The author would do well to look up SGML; Markdown is fundamentally about sugaring the syntax for tag-oriented markup and is defined as a superset of HTML, so mistaking it for something like TeX or Word really demonstrates a failure to engage with Markdown per se. I suppose that the author can be forgiven somewhat, considering that they are talking to writers, but it's yet another example of how writers really only do research up to the point where they can emit a plausible article and get paid.
It’s worth noting that Microsoft bought PowerPoint, GitHub, LinkedIn, and many other things—but it did in fact create Word and Excel. Microsoft is, in essence, a sales company. It’s not too great at designing software.
So close to a real insight! The correct lesson is that Microsoft, like Blizzard, is skilled at imitating what's popular in the market; like magpies, they don't need to have a culture of software design as long as they have a culture of software sales. In particular, Microsoft didn't create Word or Excel, but ripped off WordPerfect and Lotus 1-2-3.
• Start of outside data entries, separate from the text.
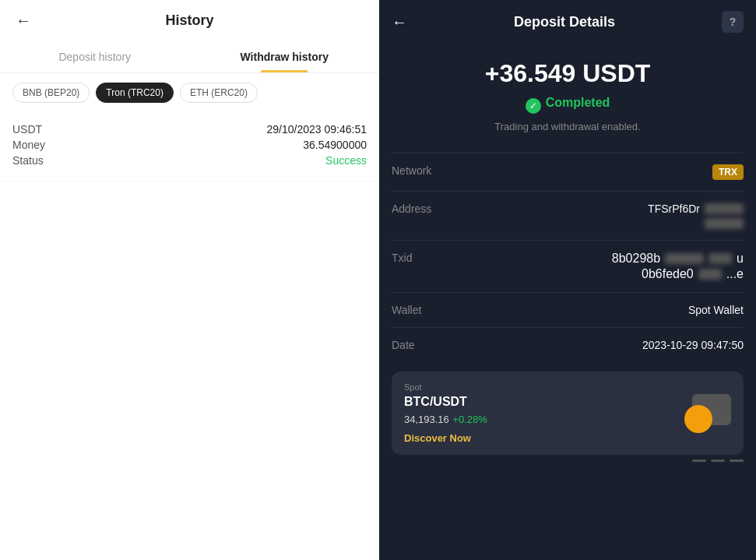  What do you see at coordinates (568, 413) in the screenshot?
I see `spot-card: Spot BTC/USDT 34,193.16 +0.28% Discover …` at bounding box center [568, 413].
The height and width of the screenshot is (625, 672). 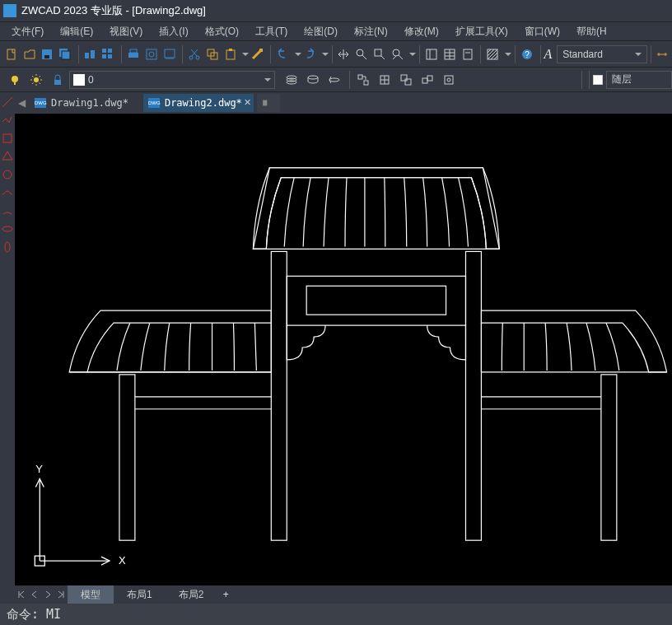 I want to click on zoom-button, so click(x=362, y=54).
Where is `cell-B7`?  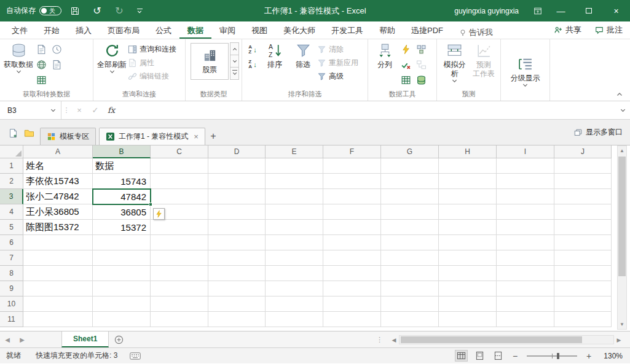 cell-B7 is located at coordinates (122, 258).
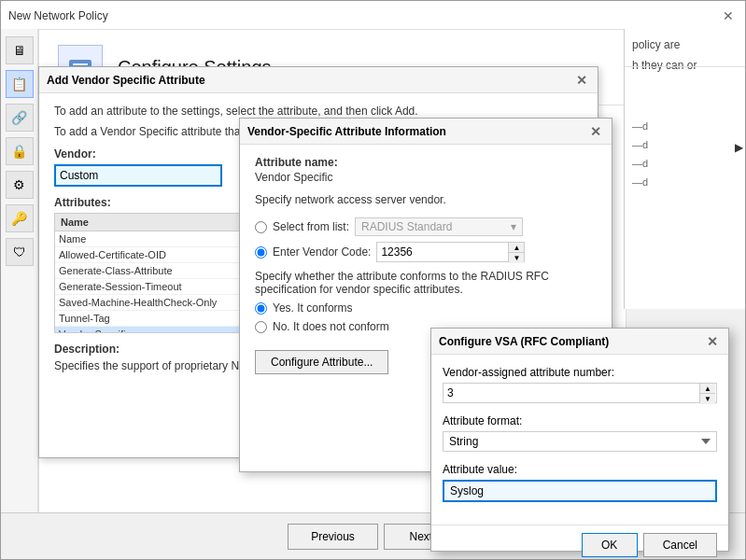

You need SRE concepts. First, if you break it then you fix it; in a system where anybody can make a change, it's the changer's responsibility to meet service objectives. Second, if your boss doesn't find that acceptable then they need to appoint a service owner and ensure that only the owner can make changes; if the owner breaks it then the owner fixes it. Third, no more than half of your time should ever be spent fixing things; if something is constantly broken then call a Code Yellow or Code Red, tell your service users that you cannot meet your service levels, and stop working on new features until the service is stable again.
Under no circumstances, ever, should anybody stay late. There should only be normal business hours, which are best-effort, and an on-call rotation which is planned two months in advance. Also, everybody on call should be paid hourly minimum wage on top of salary for their time.